KRLD Investigative Series: Synthetic Drugs:

K-2 became an issue in the now closed Tent City under I-45 near downtown Dallas. Reverend Jonathan Grace with City Square says some of the violence associated with Tent City can be traced back to K-2 use. He also says one of the reasons why Tent City grew so large geographically was because people kept moving south along I-45, looking to get away from some the K-2 users who lived at the northern end of the encampment.

"With K-2. there's so much violence and hyperactivity," says Grace. "A lot of people who didn't want the drama, the danger, moved to safer sections."

As people in Tent City were cleared out, the drug problem has spread to the other, smaller camps that have sprung up near Fair Park and in The Cedars neighborhood.

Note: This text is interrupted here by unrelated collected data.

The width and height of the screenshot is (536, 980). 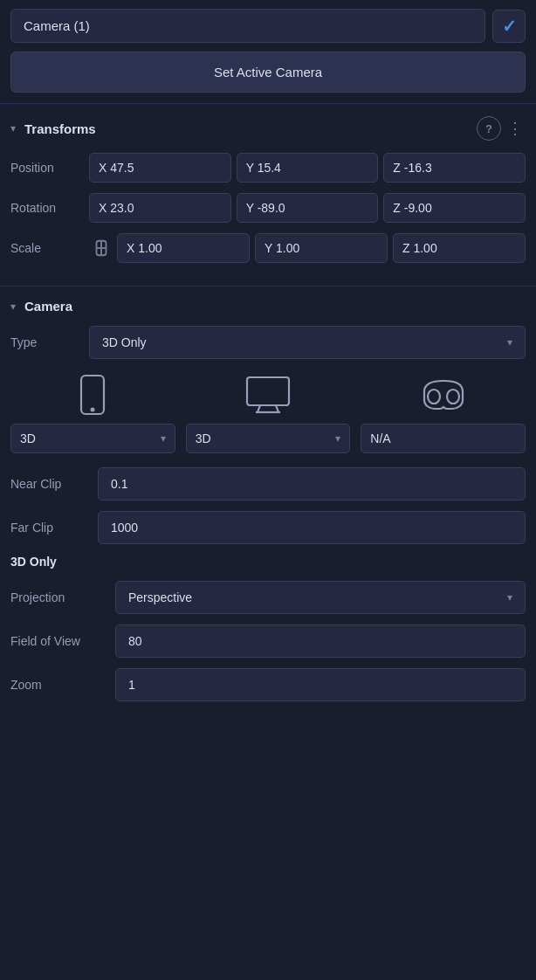 I want to click on projection-label: Projection, so click(x=63, y=597).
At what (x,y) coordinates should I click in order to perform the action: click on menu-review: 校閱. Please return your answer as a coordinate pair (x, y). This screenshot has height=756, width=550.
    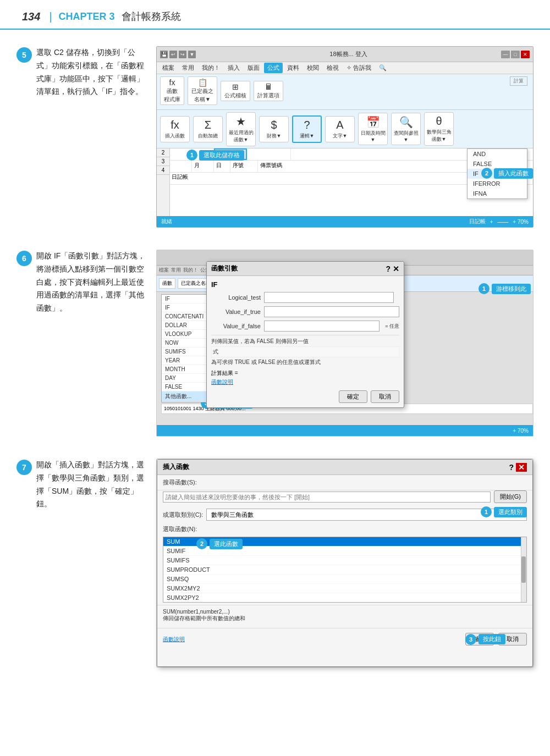
    Looking at the image, I should click on (313, 68).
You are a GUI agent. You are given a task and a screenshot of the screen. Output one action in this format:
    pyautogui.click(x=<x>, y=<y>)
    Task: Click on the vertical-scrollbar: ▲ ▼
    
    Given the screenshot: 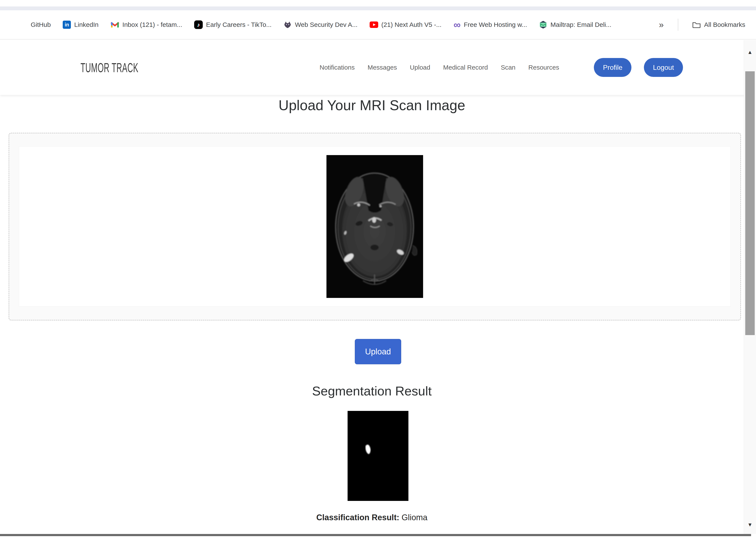 What is the action you would take?
    pyautogui.click(x=750, y=287)
    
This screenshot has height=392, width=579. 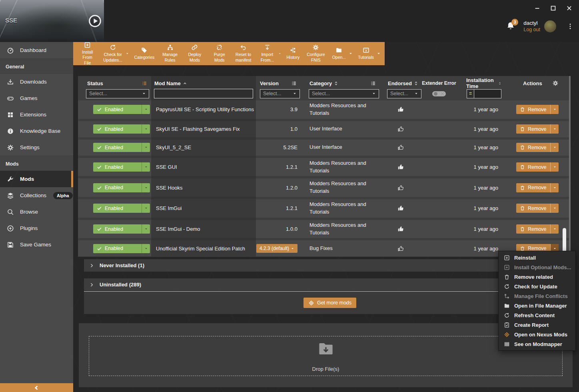 What do you see at coordinates (37, 114) in the screenshot?
I see `sidebar-item: Extensions` at bounding box center [37, 114].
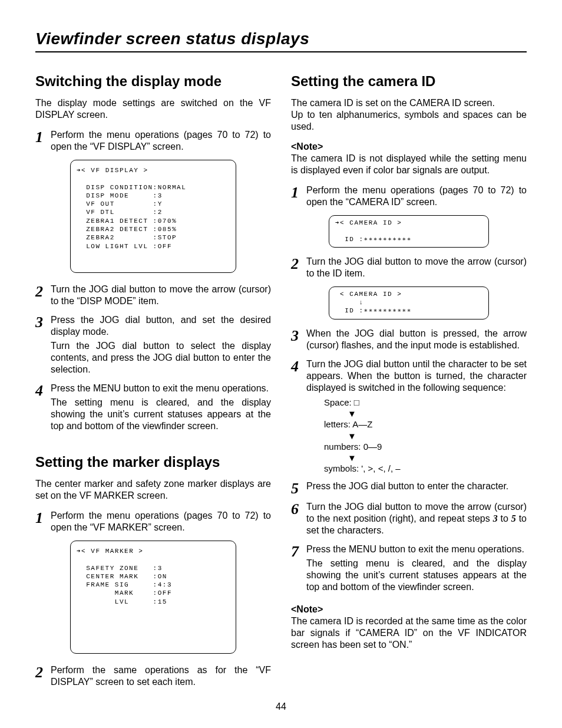  Describe the element at coordinates (153, 462) in the screenshot. I see `section-heading-marker: Setting the marker displays` at that location.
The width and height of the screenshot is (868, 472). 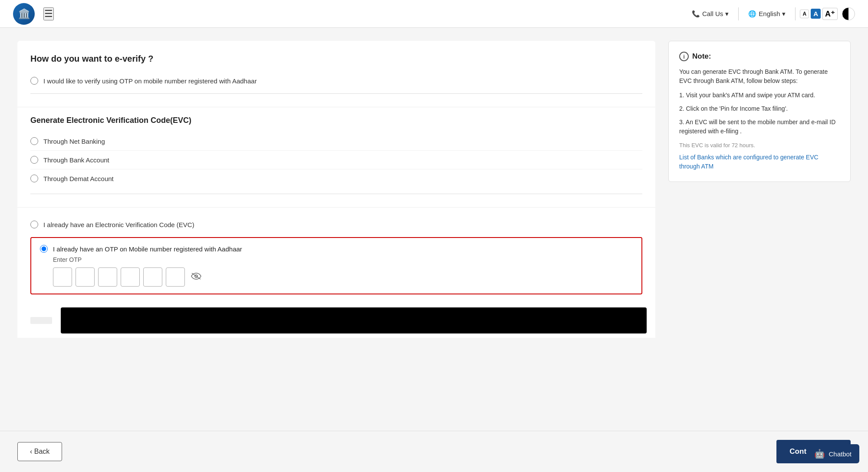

"I don't think people on the street are picking this out because they prefer this," says Jack Feinberg, VP and Clinical Director with Phoenix House recovery center. "They are probably doing K-2 because it's just something to help them get to oblivion and forget about their circumstance."

Feinberg says he first became aware of K-2 about eight years ago when a couple of teenagers participating in a group therapy session went out for a break and came back looking very different. One of the teens was clearly high, Feinberg says. The other was very ill. He says the teens had both smoked K-2 from the same packet.

"Even using the same thing, people can react very differently," says Feinberg says, who adds that the K-2 issue is made even more complicated because there are so many kinds of K-2 and new ones almost every day.

Last session, the Texas Legislature updated the statutes outlawing K-2 to include around 1,000 possible chemical combinations that are being used to make the drug. Extensive analysis is needed in order to determine whether the drugs seized by officers during traffic stops or purchased during undercover operations are in fact "illegal." The exhaustive tests cannot be done in the field, so officers have to take the packets of suspected K-2 back to the lab, and then return to the street in order to make an arrest.

Dallas Police Chief David Brown has focused his sights on K-2 street dealers, along with other possible suppliers, including smoke shops or vape shops, also called 'head shops'. He is asking the Dallas City Council to change smoke shops' classification to "convenience store." In Dallas, convenience stores are required to have surveillance cameras and safes. Requiring smoke shops to have the same security measures in place opens the doors for officers to do regular inspections. The City Attorney's office is working on the ordinance, which is several months away from a council vote.